Lucy Jacobs Obituary
Published by Legacy Remembers on Jul. 11, 2025.
Lucy Gluck (Glick) Jacobs, a survivor of the Holocaust, died at the age of 96 on June 19, 2015. She's survived by her son Martin Stone, grandson Erik Lewin and granddaughter Chelsea Stone. She was preceded in death by her daughter Flora Lewin, her husband Arthur and her brothers, sisters and parents.
Jacobs was born in Munkacs, Czechoslovakia (present day Ukraine) on July 15, 1928 to Mordechai Gluck and Frida Mermelstein Gluck. The second youngest of seven children, she was 14 years old when she, along with her parents and her siblings, were deported to Auschwitz-Birkenau concentration camp in May 1944. In January 1945, as Soviet troops closed in on the Nazis, Jacobs was sent on a death march, stopping at different concentration camps in Germany before eventually arriving at Bergen-Belsen, where she remained for the rest of the war. While imprisoned by the Nazis, she worked in the camp kitchens, cooking food for the prisoners and stealing extra to feed herself and others who were starving, among other hard labor jobs. By spring 1945, typhus was widespread within the camp. Jacobs contracted the disease and was near death when the camp was liberated by the British army in April 1945. She eventually recovered and helped nurse others to health before returning home to Czechoslovakia. Of her immediate family, only Jacobs, two of her brothers and one sister survived World War II.
Jacobs met and married her first husband Bernard Mermelstein, a Czech officer in the Soviet army and friend of her uncle, in the fall of 1945, and the couple settled in Teplice-Sanov, Czechoslovakia. Jacobs, then 17, gave birth to her son Martin in September 1946. The young family relocated to the recently established state of Israel three years later, in order to escape the communist forces that were taking hold in Czechoslovakia. There, Jacobs welcomed her daughter Flora in 1950. In addition to raising her family, during this time, Jacobs worked as a dressmaker, in a refinery and as a telephone operator.
In 1959, Jacobs moved with her husband and children to the Bronx in New York City. The couple divorced in 1961, and Jacobs met and married her second husband Arthur, a widower, in 1962. She and her children lived with him and his four children from his previous marriage in Westchester County, New York.
Jacobs resided in New York for most of her adult life, but moved to Boca Raton, Florida in the early 1990s following her husband's death. There she cultivated a strong community of friends and fellow Holocaust survivors, and lived a short drive away from her daughter Flora.
Flora passed away in 2013 after a battle with cancer. Lucy moved to Las Vegas in 2014, where she remained active in the Jewish community for the remainder of her life. Her son Martin and daughter-in-law Norma cared for her until her death on June 19, 2025.
Starting in the late 1970s and up until a year before her death, Jacobs frequently spoke before groups at schools, synagogues, etc about her experience in the Holocaust. She was fluent in six languages and was always happy to converse with friends, neighbors and strangers. In 1994, she was interviewed by the USC Shoah Foundation, an organization dedicated to preserving Holocaust survivors' life stories founded by Steven Spielberg. She was also honored in 2015 by Nevada Governor Brian Sandoval at the governor's mansion in Carson City, a trip funded by prominent Jewish philanthropists Dr. Miriam and Sheldon G. Adelson.
Jacobs is remembered by those who knew her as a tough, feisty woman and one of the world's greatest cooks. She remains an inspiration to many and often shared her wish that the world never forget what happened to 6 million Jews during the Holocaust.
Jacobs was laid to rest in Westchester County at Sharon Garden Cemetery on June 25. Donations in memory of her life can be made to the USC Shoah Foundation Holocaust Survivor Testimony Fund.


▶ **Work instruction**
The answer should be each line of the records that contains the word "lines"; please copy them all.

Figure collection entries:
▬▬▬▬▬▬

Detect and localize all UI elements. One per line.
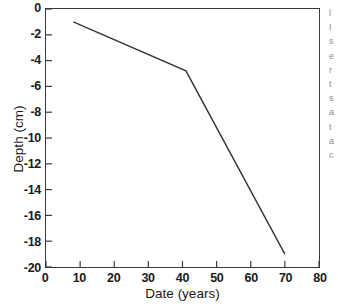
- margin-text-line: t: [329, 120, 338, 134]
- data-line-depth-profile: [73, 22, 285, 254]
- x-tick-label: 20: [107, 272, 120, 285]
- margin-text-line: I: [329, 20, 338, 34]
- margin-text-line: r: [329, 63, 338, 77]
- x-tick-label: 70: [279, 272, 292, 285]
- y-tick-label: 0: [34, 2, 41, 15]
- x-tick-label: 40: [176, 272, 189, 285]
- margin-text-line: s: [329, 91, 338, 105]
- x-tick-label: 30: [141, 272, 154, 285]
- y-tick-label: -4: [30, 54, 41, 67]
- y-axis-title-wrapper: Depth (cm): [9, 59, 27, 219]
- margin-text-line: a: [329, 134, 338, 148]
- data-series-line: [73, 22, 285, 254]
- y-tick-label: -6: [30, 80, 41, 93]
- x-axis-title: Date (years): [45, 287, 320, 301]
- margin-text-line: c: [329, 148, 338, 162]
- y-tick-label: -2: [30, 28, 41, 41]
- plot-svg: [46, 9, 319, 267]
- margin-text-line: s: [329, 34, 338, 48]
- x-tick-label: 50: [210, 272, 223, 285]
- x-tick-label: 0: [42, 272, 49, 285]
- page-margin-text-sliver: lIsertsatac: [329, 6, 338, 186]
- margin-text-line: e: [329, 49, 338, 63]
- plot-area: [45, 8, 320, 268]
- tick-marks: [46, 9, 319, 267]
- y-tick-label: -8: [30, 106, 41, 119]
- margin-text-line: l: [329, 6, 338, 20]
- margin-text-line: a: [329, 105, 338, 119]
- x-tick-label: 10: [73, 272, 86, 285]
- margin-text-line: t: [329, 77, 338, 91]
- x-tick-label: 80: [313, 272, 326, 285]
- y-tick-label: -18: [24, 236, 41, 249]
- y-axis-title: Depth (cm): [11, 106, 26, 173]
- chart-figure: 0-2-4-6-8-10-12-14-16-18-20 010203040506…: [0, 0, 338, 304]
- x-tick-label: 60: [245, 272, 258, 285]
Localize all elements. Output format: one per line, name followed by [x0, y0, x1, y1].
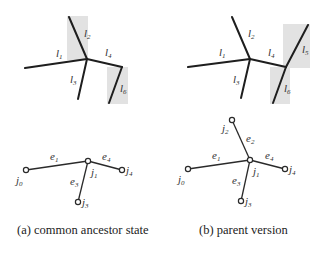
label-j2: j2	[220, 122, 229, 136]
node-j3	[75, 199, 80, 204]
figure: l1 l2 l3 l4 l6 l1 l2 l3 l4 l5 l6 e1 e3 e…	[0, 0, 318, 255]
node-j4	[282, 166, 287, 171]
label-l4: l4	[105, 46, 112, 60]
label-e2: e2	[246, 132, 255, 146]
panel-b-graph: e1 e2 e3 e4 j0 j1 j2 j3 j4	[176, 117, 296, 209]
label-j0: j0	[176, 173, 185, 187]
line-l4	[87, 59, 122, 67]
node-j4	[119, 167, 124, 172]
label-l1: l1	[56, 47, 63, 61]
line-l4	[250, 59, 286, 67]
panel-a-graph: e1 e3 e4 j0 j1 j3 j4	[14, 150, 133, 210]
label-l2: l2	[248, 27, 255, 41]
label-j4: j4	[124, 164, 133, 178]
label-j1: j1	[89, 166, 98, 180]
label-l4: l4	[268, 46, 275, 60]
panel-b-lines: l1 l2 l3 l4 l5 l6	[188, 17, 310, 104]
label-j3: j3	[80, 196, 89, 210]
caption-a: (a) common ancestor state	[17, 223, 149, 237]
node-j2	[229, 117, 234, 122]
label-e4: e4	[265, 149, 274, 163]
label-e1: e1	[212, 149, 220, 163]
node-j1	[85, 158, 90, 163]
line-l1	[25, 59, 87, 68]
line-l3	[241, 59, 250, 98]
line-l3	[78, 59, 87, 99]
node-j0	[185, 166, 190, 171]
panel-a-lines: l1 l2 l3 l4 l6	[25, 16, 128, 104]
label-e1: e1	[50, 150, 58, 164]
label-l1: l1	[219, 46, 226, 60]
node-j1	[247, 157, 252, 162]
label-e3: e3	[70, 175, 79, 189]
label-j4: j4	[287, 163, 296, 177]
label-j0: j0	[14, 174, 23, 188]
label-l3: l3	[70, 73, 77, 87]
caption-b: (b) parent version	[199, 223, 289, 237]
line-l1	[188, 59, 250, 67]
label-l3: l3	[233, 73, 240, 87]
label-e3: e3	[232, 174, 241, 188]
node-j3	[238, 198, 243, 203]
label-j3: j3	[243, 195, 252, 209]
node-j0	[23, 167, 28, 172]
label-e4: e4	[102, 150, 111, 164]
label-j1: j1	[251, 165, 260, 179]
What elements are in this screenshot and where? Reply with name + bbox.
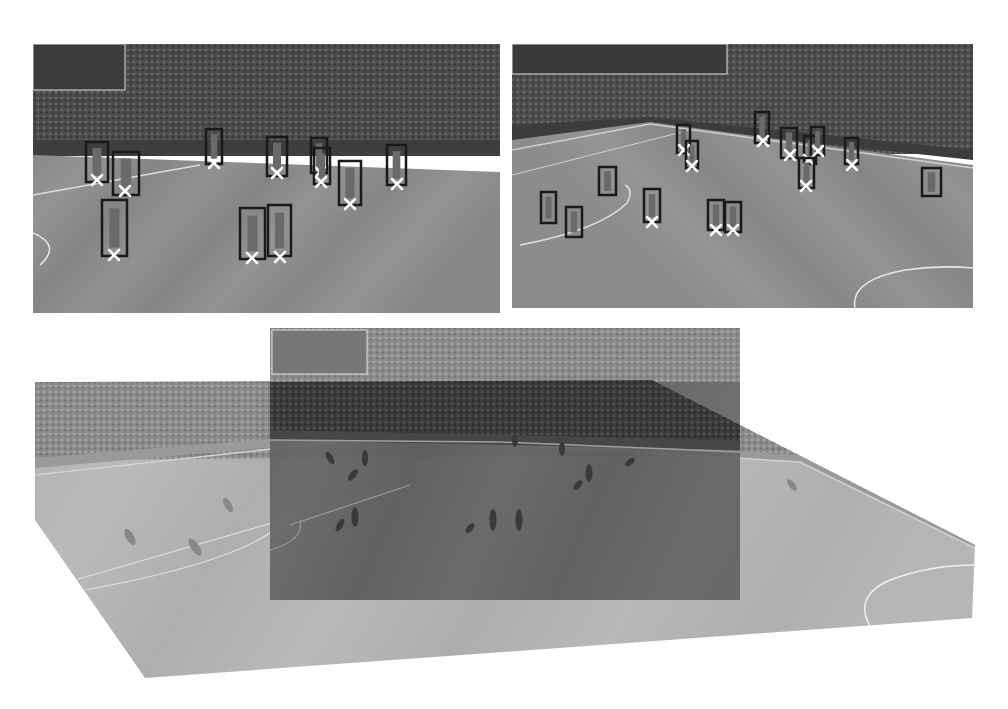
frame-2-image	[512, 44, 973, 308]
advertising-board	[512, 44, 727, 74]
player-figure	[248, 216, 258, 252]
player-figure	[849, 142, 854, 160]
player-figure	[110, 208, 120, 247]
player-figure	[93, 148, 102, 176]
player-figure	[571, 212, 577, 233]
player-figure	[604, 171, 611, 191]
reference-frame-overlay	[270, 328, 740, 600]
player-figure	[713, 205, 719, 226]
player-figure	[346, 168, 355, 199]
player-figure	[690, 145, 695, 164]
player-figure	[928, 172, 936, 192]
player-figure	[546, 197, 552, 219]
frame-1-image	[33, 44, 500, 313]
player-figure	[211, 134, 217, 159]
frame-1-panel	[33, 44, 500, 313]
player-figure	[730, 207, 736, 228]
frame-2-panel	[512, 44, 973, 308]
warped-panorama-image	[0, 320, 1008, 700]
player-figure	[121, 158, 131, 188]
player-figure	[649, 194, 655, 217]
player-figure	[275, 213, 284, 249]
player-figure	[319, 153, 325, 178]
player-figure	[804, 163, 810, 184]
player-figure	[393, 151, 401, 179]
player-figure	[273, 143, 281, 170]
warped-panorama-panel	[0, 320, 1008, 700]
scoreboard-box	[33, 44, 125, 90]
player-figure	[759, 117, 765, 139]
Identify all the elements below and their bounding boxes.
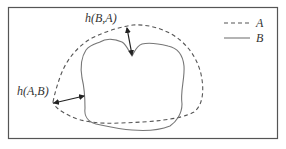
legend-b-label: B [256,31,264,45]
curve-b-solid [81,39,184,130]
legend-a-label: A [255,16,264,30]
legend: A B [224,16,264,45]
label-h-ab: h(A,B) [17,84,49,98]
frame-border [9,8,278,139]
label-h-ba: h(B,A) [85,11,117,25]
arrow-h-ab [54,96,84,103]
curve-a-dashed [53,25,203,123]
hausdorff-diagram: h(B,A) h(A,B) A B [0,0,286,149]
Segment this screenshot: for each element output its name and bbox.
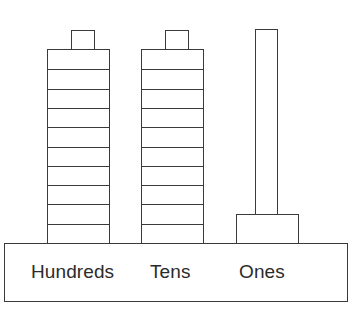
segment-divider bbox=[48, 147, 109, 148]
base-label-ones: Ones bbox=[239, 259, 285, 285]
segment-divider bbox=[48, 224, 109, 225]
ones-post-bar bbox=[255, 29, 278, 219]
hundreds-column-stack bbox=[47, 49, 110, 244]
segment-divider bbox=[48, 166, 109, 167]
segment-divider bbox=[142, 224, 203, 225]
tens-cap-block bbox=[165, 30, 189, 50]
segment-divider bbox=[142, 166, 203, 167]
segment-divider bbox=[142, 147, 203, 148]
place-value-diagram: Hundreds Tens Ones bbox=[0, 0, 363, 316]
segment-divider bbox=[48, 89, 109, 90]
segment-divider bbox=[48, 204, 109, 205]
segment-divider bbox=[48, 69, 109, 70]
segment-divider bbox=[142, 185, 203, 186]
segment-divider bbox=[142, 108, 203, 109]
ones-footing-block bbox=[236, 214, 299, 244]
base-label-tens: Tens bbox=[150, 259, 191, 285]
segment-divider bbox=[48, 108, 109, 109]
segment-divider bbox=[142, 127, 203, 128]
segment-divider bbox=[48, 185, 109, 186]
hundreds-cap-block bbox=[71, 30, 95, 50]
tens-column-stack bbox=[141, 49, 204, 244]
segment-divider bbox=[142, 204, 203, 205]
base-label-hundreds: Hundreds bbox=[31, 259, 114, 285]
segment-divider bbox=[48, 127, 109, 128]
segment-divider bbox=[142, 69, 203, 70]
segment-divider bbox=[142, 89, 203, 90]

▬▬▬▬▬▬

▶ **Written response**
panel-b-lines: l1 l2 l3 l4 l5 l6	[188, 17, 310, 104]
panel-a-lines: l1 l2 l3 l4 l6	[25, 16, 128, 104]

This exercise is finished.